As parliament in London bickered over what to do, hundreds died, lost and abandoned in the ruins of their communities. Decades of poor government had failed to recognise and address the issues that ultimately led to approximately one million people dying through starvation and disease. At least the same number left Ireland in these desperate circumstances to save themselves.
The literature on the Famine is large and many details are still disputed by historians and political thinkers and activists. There are many public memorials remembering these years throughout Ireland and at the ports and places where the Irish diaspora arrived to begin new lives. Poetry and song commemorates and frames many events in personal and political terms and emotions still run high when the subject is discussed.
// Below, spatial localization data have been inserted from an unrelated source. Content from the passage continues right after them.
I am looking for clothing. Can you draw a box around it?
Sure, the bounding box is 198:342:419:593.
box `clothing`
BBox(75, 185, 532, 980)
How then, to create a piece of work that touches on such a deep well of feeling and make it live in the imagination. When I made this piece, I set out without preconceptions. The gaunt and de-humanised figures created a landscape around themselves, lost words, like crudely scratched graffiti, making marks on the abandoned land, a sign and a warning. This is an epitaph for a land de-populated by hunger.

Famine Stone

plaster
200 x 200 mm
edition of six


This is a drypoint print on cast plaster which I created to exhibit in the 3D/Off The Page show at the print workshop gallery.

Failure of the potato harvest in 1845 developed into the Great Famine of 1845 to 1851, a period which changed Ireland forever. These years had a momentous effect on people's lives and the social order of rural communities in Ireland. At that time, Ireland had been part of a disputed Union for over forty years. The vested interests of absentee landlords and their agents, coupled with the small size and poverty of most Irish tenant farms, left the population vulnerable to starvation when potato blight destroyed the main food crop in these smallholdings. Controversially, this happened while cattle, and cereal crops unaffected by blight, continued to be exported from Irish ports.
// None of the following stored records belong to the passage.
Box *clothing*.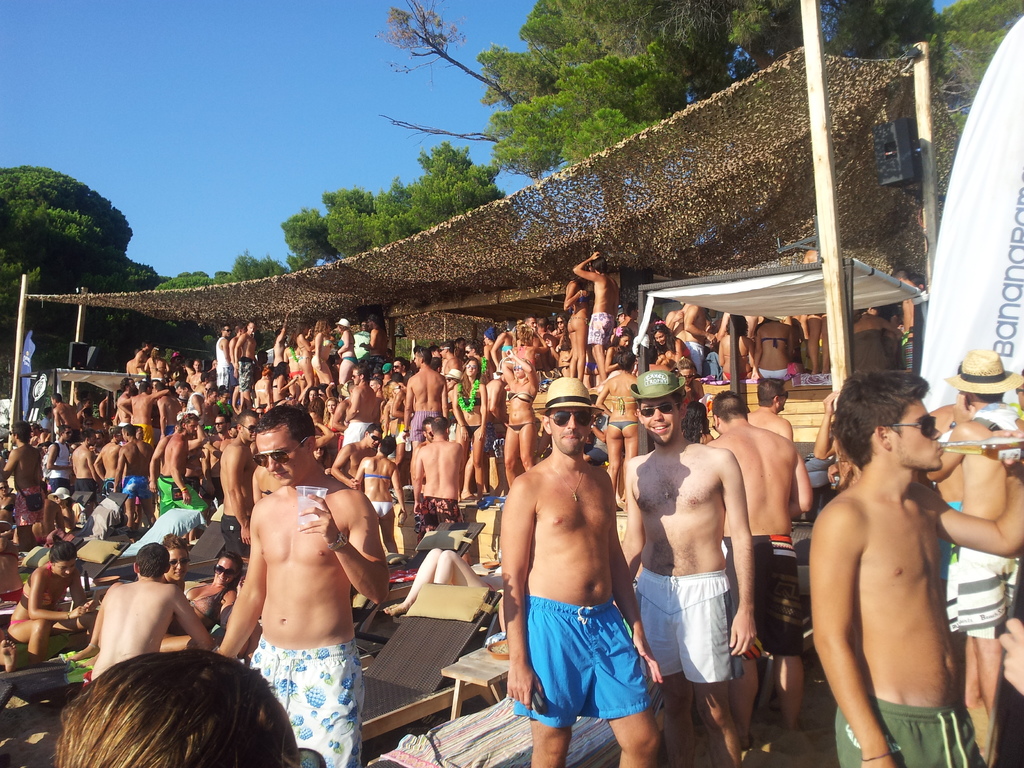
<region>364, 476, 394, 482</region>.
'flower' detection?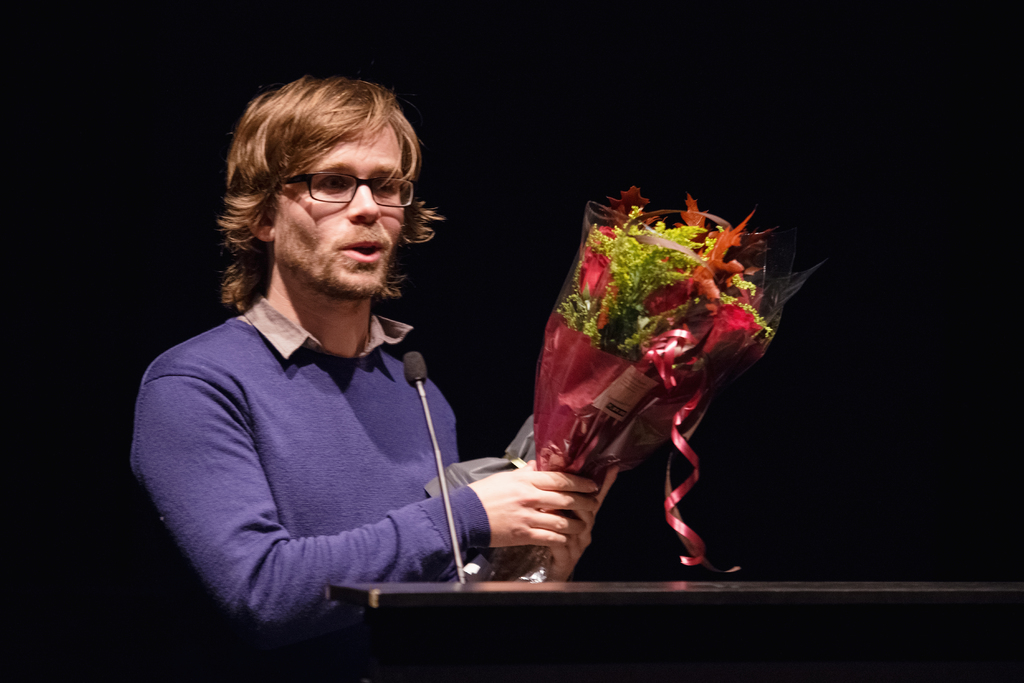
select_region(572, 252, 623, 301)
As parliament in London bickered over what to do, hundreds died, lost and abandoned in the ruins of their communities. Decades of poor government had failed to recognise and address the issues that ultimately led to approximately one million people dying through starvation and disease. At least the same number left Ireland in these desperate circumstances to save themselves.
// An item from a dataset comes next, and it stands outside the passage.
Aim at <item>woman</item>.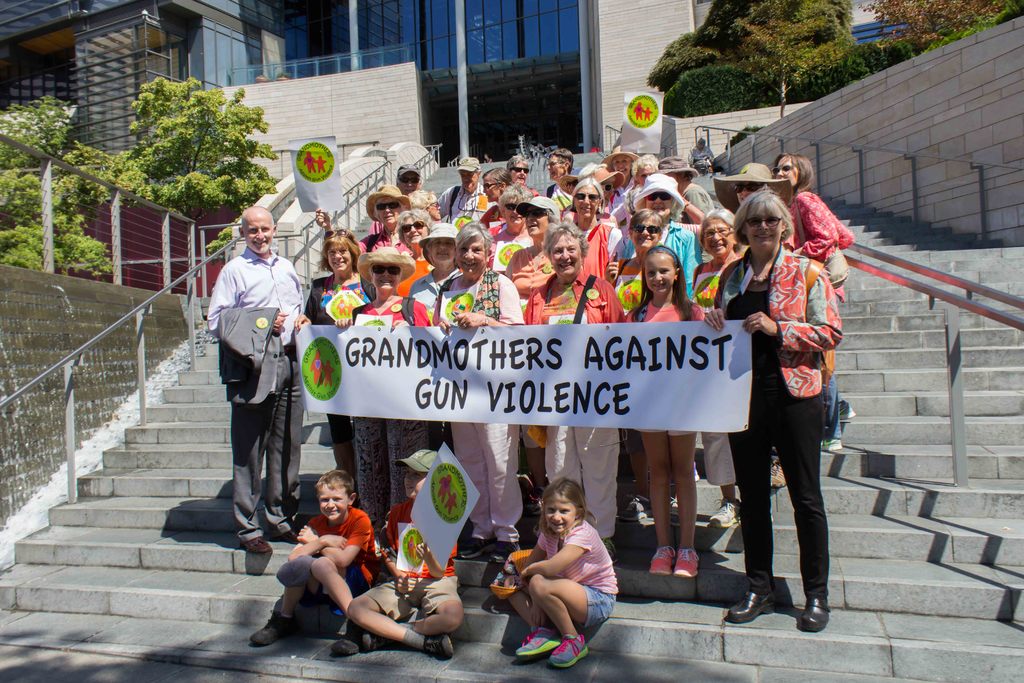
Aimed at bbox=(732, 178, 850, 650).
The literature on the Famine is large and many details are still disputed by historians and political thinkers and activists. There are many public memorials remembering these years throughout Ireland and at the ports and places where the Irish diaspora arrived to begin new lives. Poetry and song commemorates and frames many events in personal and political terms and emotions still run high when the subject is discussed.
How then, to create a piece of work that touches on such a deep well of feeling and make it live in the imagination. When I made this piece, I set out without preconceptions. The gaunt and de-humanised figures created a landscape around themselves, lost words, like crudely scratched graffiti, making marks on the abandoned land, a sign and a warning. This is an epitaph for a land de-populated by hunger.